North Korea warns of 'strike' over South propaganda leaflets

  • Published
File photo: South Korean soldiers patrolling in Paju near the Demilitarized Zone
Image caption,

Activists float leaflets across the heavily fortified demilitarised zone that separates the Koreas

North Korea has threatened to open fire on South Korean territory if activists send propaganda leaflets across the border next week.

The military said it would respond with a "merciless military strike" if the leaflets were dropped on Monday.

It warned residents in the area where activists will launch the balloons carrying the leaflets to evacuate.

Activists have sent leaflets on many past occasions. North Korea condemns the move but specific threats are rare.

South Korea has vowed to retaliate if the North should act.

''If that were to happen, there will be a perfect response against the source of the attack," Defence Minister Kim Kwang-jin was quoted as saying by Yonhap news agency.

Pyongyang's warning comes a day after South Korean President Lee Myung-bak visited a border island shelled by North Korea two years ago.

'Direct firing'

A group of North Korean defectors now living in the South plan to scatter the leaflets on Monday morning from a site close to the border town of Paju.

"The moment a minor movement for the scattering is captured... a merciless military strike by the Western Front will be put into practice without warning," the North Korean military said in a statement carried by KCNA news agency.

"The surrounding area will become targets of direct firing of the KPA [Korean People's Army]," the statement said. "The KPA never makes empty talk."

The group said they intended to go ahead with their plans.

"We had similar threats last year and they did not stop us before and this is not going to stop us this time," Pak Sang-hak, a North Korean exile who defected to the South 12 years ago, was quoted as saying by Reuters news agency.

North and South Korea remain technically at war following the 1950-53 Korean War, which ended in an armistice.

Tensions have remained high since the sinking of a South Korean navy ship in March 2010 which Seoul blamed on Pyongyang, and the shelling of Yeonpyeong Island eight months later.

On Thursday in his first visit to Yeonpyeong since the shelling, Mr Lee said South Korea "must prevent the North's provocation''.

Yeonpyeong lies 3km (2 miles) from the disputed maritime border in the Yellow Sea and 12km from the North Korean coast. It has been the scene of inter-Korean naval clashes over the years.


Output all the data exactly as it appears below.

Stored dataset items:
Content starts
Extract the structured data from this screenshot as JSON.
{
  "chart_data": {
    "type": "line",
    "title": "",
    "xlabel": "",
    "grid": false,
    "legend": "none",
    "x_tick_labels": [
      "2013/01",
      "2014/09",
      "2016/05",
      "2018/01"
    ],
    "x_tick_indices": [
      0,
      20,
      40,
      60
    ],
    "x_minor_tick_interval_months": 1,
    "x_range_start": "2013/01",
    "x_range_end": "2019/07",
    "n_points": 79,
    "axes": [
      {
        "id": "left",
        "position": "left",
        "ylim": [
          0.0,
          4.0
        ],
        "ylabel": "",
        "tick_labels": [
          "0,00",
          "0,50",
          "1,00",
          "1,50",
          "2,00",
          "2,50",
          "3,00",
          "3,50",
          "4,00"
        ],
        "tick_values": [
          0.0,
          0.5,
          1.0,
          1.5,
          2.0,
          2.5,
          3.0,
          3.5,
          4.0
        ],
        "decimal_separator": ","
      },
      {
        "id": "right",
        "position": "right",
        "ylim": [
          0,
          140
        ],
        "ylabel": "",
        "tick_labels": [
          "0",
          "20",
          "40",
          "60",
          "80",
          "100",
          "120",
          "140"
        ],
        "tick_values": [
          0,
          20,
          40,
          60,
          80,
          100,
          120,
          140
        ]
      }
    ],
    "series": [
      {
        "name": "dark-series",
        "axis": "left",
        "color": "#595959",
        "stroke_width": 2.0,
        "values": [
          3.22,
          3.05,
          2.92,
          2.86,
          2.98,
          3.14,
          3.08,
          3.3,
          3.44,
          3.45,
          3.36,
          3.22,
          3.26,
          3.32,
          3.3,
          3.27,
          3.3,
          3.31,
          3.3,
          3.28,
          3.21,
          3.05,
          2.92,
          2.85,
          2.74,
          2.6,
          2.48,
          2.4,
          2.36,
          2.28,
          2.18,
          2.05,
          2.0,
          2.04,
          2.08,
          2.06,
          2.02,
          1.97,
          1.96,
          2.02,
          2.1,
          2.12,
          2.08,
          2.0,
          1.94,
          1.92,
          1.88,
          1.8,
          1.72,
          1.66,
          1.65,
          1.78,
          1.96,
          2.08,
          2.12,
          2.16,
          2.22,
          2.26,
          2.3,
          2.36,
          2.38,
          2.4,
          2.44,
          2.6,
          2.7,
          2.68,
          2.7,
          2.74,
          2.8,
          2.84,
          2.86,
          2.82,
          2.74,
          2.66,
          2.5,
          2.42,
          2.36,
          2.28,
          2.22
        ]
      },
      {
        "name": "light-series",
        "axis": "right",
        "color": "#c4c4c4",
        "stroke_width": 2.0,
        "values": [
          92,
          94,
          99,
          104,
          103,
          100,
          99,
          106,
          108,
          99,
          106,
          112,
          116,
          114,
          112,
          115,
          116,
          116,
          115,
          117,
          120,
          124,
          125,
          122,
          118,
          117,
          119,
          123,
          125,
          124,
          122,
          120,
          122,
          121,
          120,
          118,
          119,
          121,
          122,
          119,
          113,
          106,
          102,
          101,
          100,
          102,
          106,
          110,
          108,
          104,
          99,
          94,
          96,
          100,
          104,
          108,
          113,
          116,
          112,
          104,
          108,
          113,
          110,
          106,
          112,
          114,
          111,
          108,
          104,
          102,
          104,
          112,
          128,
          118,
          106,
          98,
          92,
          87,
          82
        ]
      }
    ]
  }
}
Content ends
SOLUTION BELOW:
Extract the structured data from this screenshot as JSON.
{
  "chart_data": {
    "type": "line",
    "title": "",
    "xlabel": "",
    "grid": false,
    "legend": "none",
    "x_tick_labels": [
      "2013/01",
      "2014/09",
      "2016/05",
      "2018/01"
    ],
    "x_tick_indices": [
      0,
      20,
      40,
      60
    ],
    "x_minor_tick_interval_months": 1,
    "x_range_start": "2013/01",
    "x_range_end": "2019/07",
    "n_points": 79,
    "axes": [
      {
        "id": "left",
        "position": "left",
        "ylim": [
          0.0,
          4.0
        ],
        "ylabel": "",
        "tick_labels": [
          "0,00",
          "0,50",
          "1,00",
          "1,50",
          "2,00",
          "2,50",
          "3,00",
          "3,50",
          "4,00"
        ],
        "tick_values": [
          0.0,
          0.5,
          1.0,
          1.5,
          2.0,
          2.5,
          3.0,
          3.5,
          4.0
        ],
        "decimal_separator": ","
      },
      {
        "id": "right",
        "position": "right",
        "ylim": [
          0,
          140
        ],
        "ylabel": "",
        "tick_labels": [
          "0",
          "20",
          "40",
          "60",
          "80",
          "100",
          "120",
          "140"
        ],
        "tick_values": [
          0,
          20,
          40,
          60,
          80,
          100,
          120,
          140
        ]
      }
    ],
    "series": [
      {
        "name": "dark-series",
        "axis": "left",
        "color": "#595959",
        "stroke_width": 2.0,
        "values": [
          3.22,
          3.05,
          2.92,
          2.86,
          2.98,
          3.14,
          3.08,
          3.3,
          3.44,
          3.45,
          3.36,
          3.22,
          3.26,
          3.32,
          3.3,
          3.27,
          3.3,
          3.31,
          3.3,
          3.28,
          3.21,
          3.05,
          2.92,
          2.85,
          2.74,
          2.6,
          2.48,
          2.4,
          2.36,
          2.28,
          2.18,
          2.05,
          2.0,
          2.04,
          2.08,
          2.06,
          2.02,
          1.97,
          1.96,
          2.02,
          2.1,
          2.12,
          2.08,
          2.0,
          1.94,
          1.92,
          1.88,
          1.8,
          1.72,
          1.66,
          1.65,
          1.78,
          1.96,
          2.08,
          2.12,
          2.16,
          2.22,
          2.26,
          2.3,
          2.36,
          2.38,
          2.4,
          2.44,
          2.6,
          2.7,
          2.68,
          2.7,
          2.74,
          2.8,
          2.84,
          2.86,
          2.82,
          2.74,
          2.66,
          2.5,
          2.42,
          2.36,
          2.28,
          2.22
        ]
      },
      {
        "name": "light-series",
        "axis": "right",
        "color": "#c4c4c4",
        "stroke_width": 2.0,
        "values": [
          92,
          94,
          99,
          104,
          103,
          100,
          99,
          106,
          108,
          99,
          106,
          112,
          116,
          114,
          112,
          115,
          116,
          116,
          115,
          117,
          120,
          124,
          125,
          122,
          118,
          117,
          119,
          123,
          125,
          124,
          122,
          120,
          122,
          121,
          120,
          118,
          119,
          121,
          122,
          119,
          113,
          106,
          102,
          101,
          100,
          102,
          106,
          110,
          108,
          104,
          99,
          94,
          96,
          100,
          104,
          108,
          113,
          116,
          112,
          104,
          108,
          113,
          110,
          106,
          112,
          114,
          111,
          108,
          104,
          102,
          104,
          112,
          128,
          118,
          106,
          98,
          92,
          87,
          82
        ]
      }
    ]
  }
}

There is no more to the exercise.